“The Other Black Girl,” Hulu’s new sequence based mostly on the best-selling novel by Zakiya Dalila Harris, is a crucial addition to the streamer’s arsenal as a present that facilities on the hostile environments that Black ladies can face in the office. It’s a near-universal expertise for a lot of Black ladies and is lastly being represented on display.
But when the present takes a flip and divulges the important villain to be one other Black girl perpetuating violence towards her personal neighborhood, the present falls brief, making a world the place Black ladies are pitted towards one another. As a Black girl who has usually been the “only” in office settings, the experiences that Nella (performed by Sinclair Daniel) goes by means of at Wagner Publishing resonated. But, not like Nella, I at all times had Black colleagues to raise me up, not preserve me down.

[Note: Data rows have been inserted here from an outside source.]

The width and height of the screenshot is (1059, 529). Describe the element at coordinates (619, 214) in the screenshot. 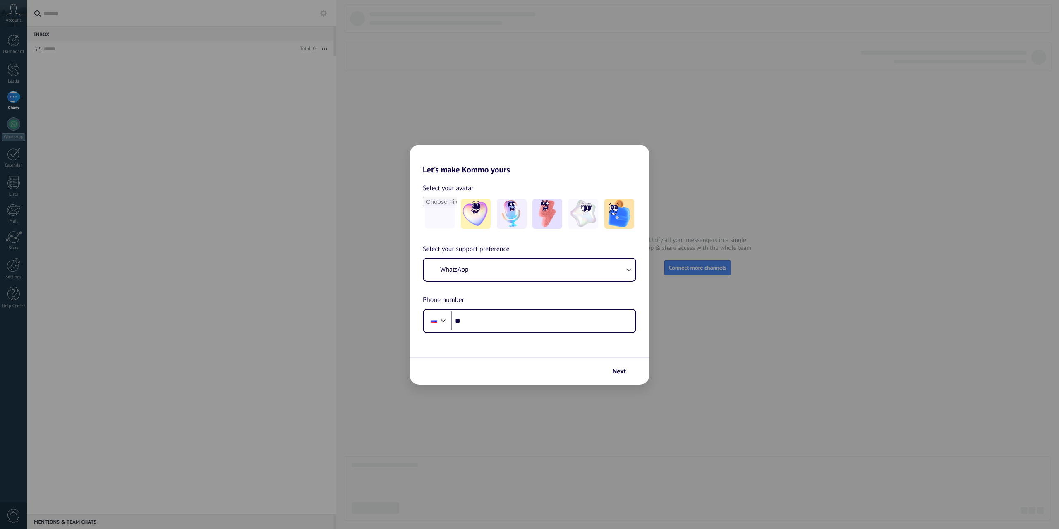

I see `img: -5.jpeg` at that location.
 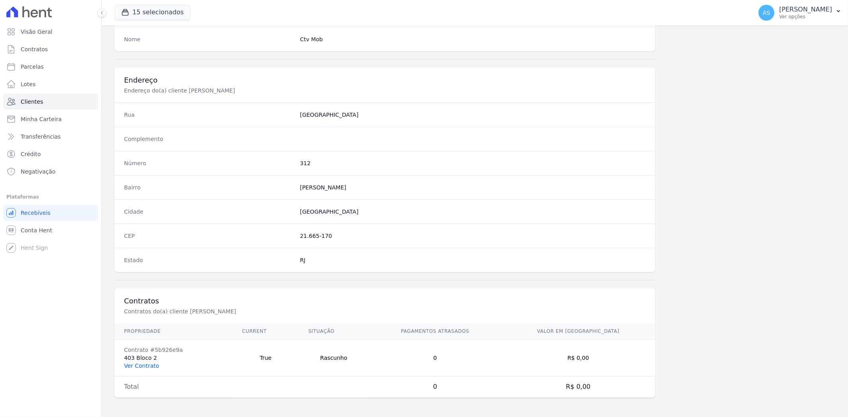 I want to click on a: Contratos, so click(x=50, y=49).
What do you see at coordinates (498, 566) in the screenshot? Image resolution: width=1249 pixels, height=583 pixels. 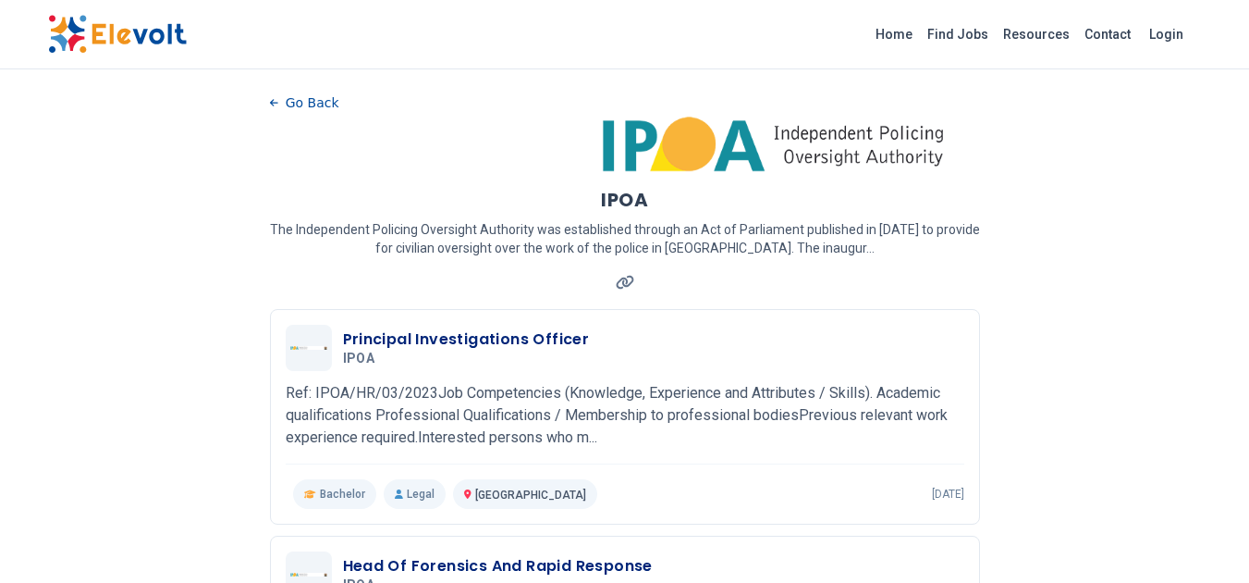 I see `h3: Head Of Forensics And Rapid Response` at bounding box center [498, 566].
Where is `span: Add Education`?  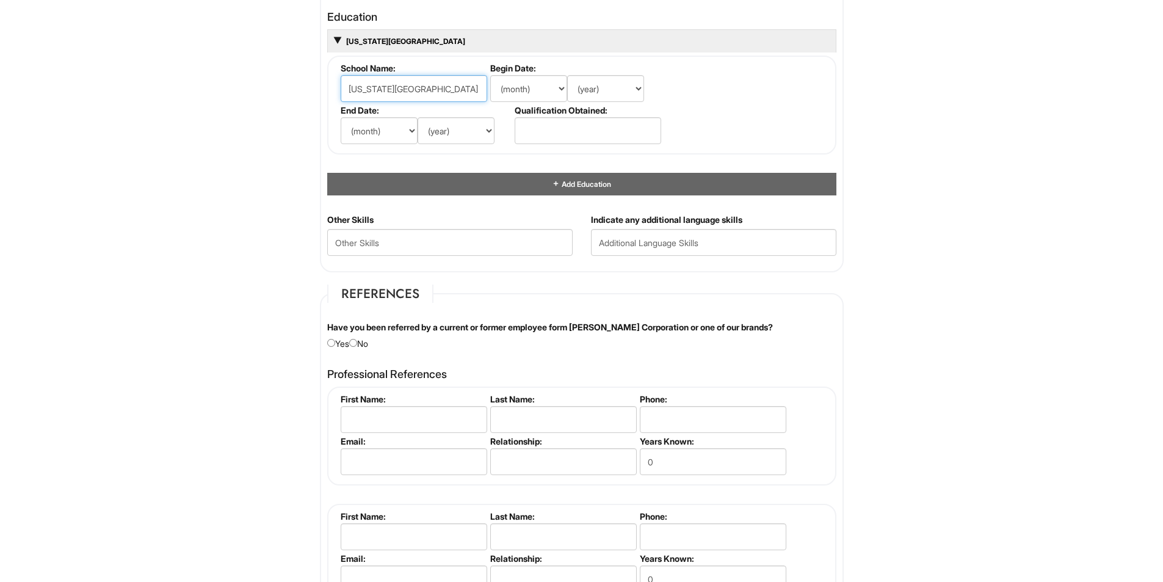 span: Add Education is located at coordinates (585, 184).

I’ve at all times discovered that the Black ladies I labored with had my again.
In “TOBG,” Nella experiences a office that feels acquainted to many Black ladies: fixed microaggressions alongside the basic refrains of “I hear you and I’m listening” and “diversity matters” from well-meaning white colleagues. Add in having to work with a racist creator (who in episode two says, “I don’t see color, I see characters”) and the proven fact that Nella stays working at Wagner is a testomony to her resilience and her supportive finest buddy, Malaika (Brittany Adebumola).
Nella is the solely Black individual in the workplace, till Hazel (Ashleigh Murray), the “other” Black lady, reveals up, and Nella has a buddy. Hazel instantly turns into a confidant; she will be able to roll her eyes alongside Nella when she has to cease carrying her most well-liked lotion as a result of her boss “doesn’t like the smell” in episode one. But when Hazel begins to undermine Nella — and Nella turns into surrounded by Hazel’s suspicious pals with straight hair and peculiar conduct — one thing does not add up. What Nella finds as she peels away the layers is a conspiracy years in the making.
On the one hand, “TOBG”‘s portrayal of Black ladies’s experiences in the office is extraordinarily real looking. As a younger Black individual working in nonprofit organizations — overworked, underpaid, and at the whim of racism and capitalism — there have been occasions I felt like I used to be dropping my thoughts. I’d overthink each snide remark, each missed alternative, and each side-long look. When I noticed that proximity to whiteness and assimilation could be the solely option to attain success, I felt the strain to climb up that ladder, at any value; to push down these round me till I rose up, the remaining survivor in the gauntlet of a racist office tradition. But after I began my very own journey into understanding racism and systemic and institutional oppression, I noticed that I could not achieve success alone. I wanted a neighborhood of different Black ladies making an attempt simply as exhausting to succeed, combating simply as exhausting to problem racism in the office.
“The show had an opportunity to show how Black women, so often, actually work together against this racism.”
The present had a possibility to point out how Black ladies, so usually, truly work collectively towards this racism. But as a substitute, it appears virtually obsessive about portraying what it means to cater to whiteness. In episode 9, Diana, the cult chief aiming to show Black ladies into senseless however profitable puppets by means of hair grease, says that “it took the right people to get me to where I am today.” And when she says “right people,” we all know she truly means white folks, not the of us in her personal neighborhood. And that is what “TOBG” will get mistaken: though Black ladies are certainly usually pitted towards one another by others, the story right here turns into an excessive amount of about whiteness and proximity to whiteness. Take, for instance, when Hazel undermines Nella when she voices complaints about Colin Franklin’s stereotypical and racist portrayal of a Black secondary character in his guide. Hazel is in the end catering to the emotions of a white man as a substitute of being in a collective neighborhood together with her fellow Black colleague, who’s bravely talking her thoughts.
It was extraordinarily unsettling as a Black girl to observe all this play out. Although the final villain is capitalism and racism, the people who find themselves main the cost to silence and quell Black ladies are different Black ladies. And that may result in dangerous and detrimental stereotypes about Black ladies and their interactions in the office. In my experiences, particularly in nonprofits, I’ve at all times discovered that the Black ladies I labored with had my again — whether or not it was a delicate nod in the hallway, eye contact in a gathering when one thing dangerous was stated, or a fast “you there?” in a Teams message when issues have been tough. The work relationships I’ve had with different Black ladies have been extra like Nella and Malaika’s friendship: supportive, trip or die, displaying what occurs when Black ladies belief one another and stick collectively towards the horrors of racism.
The present annoyed me for a lot of causes, however I do assume the overarching message is a crucial one: it is a story about the actual horrors that Black ladies face in the office and acknowledges that we’re typically the ones conserving our personal communities down. But the actual villain, in the finish, should not be Black of us. The actual villain ought to be the notion that proximity to whiteness is required in order to succeed. When the tales being made about us concentrate on the horror inside our neighborhood as a substitute of the methods the Black neighborhood can rise collectively towards the horrors perpetuated towards us, all of us miss out.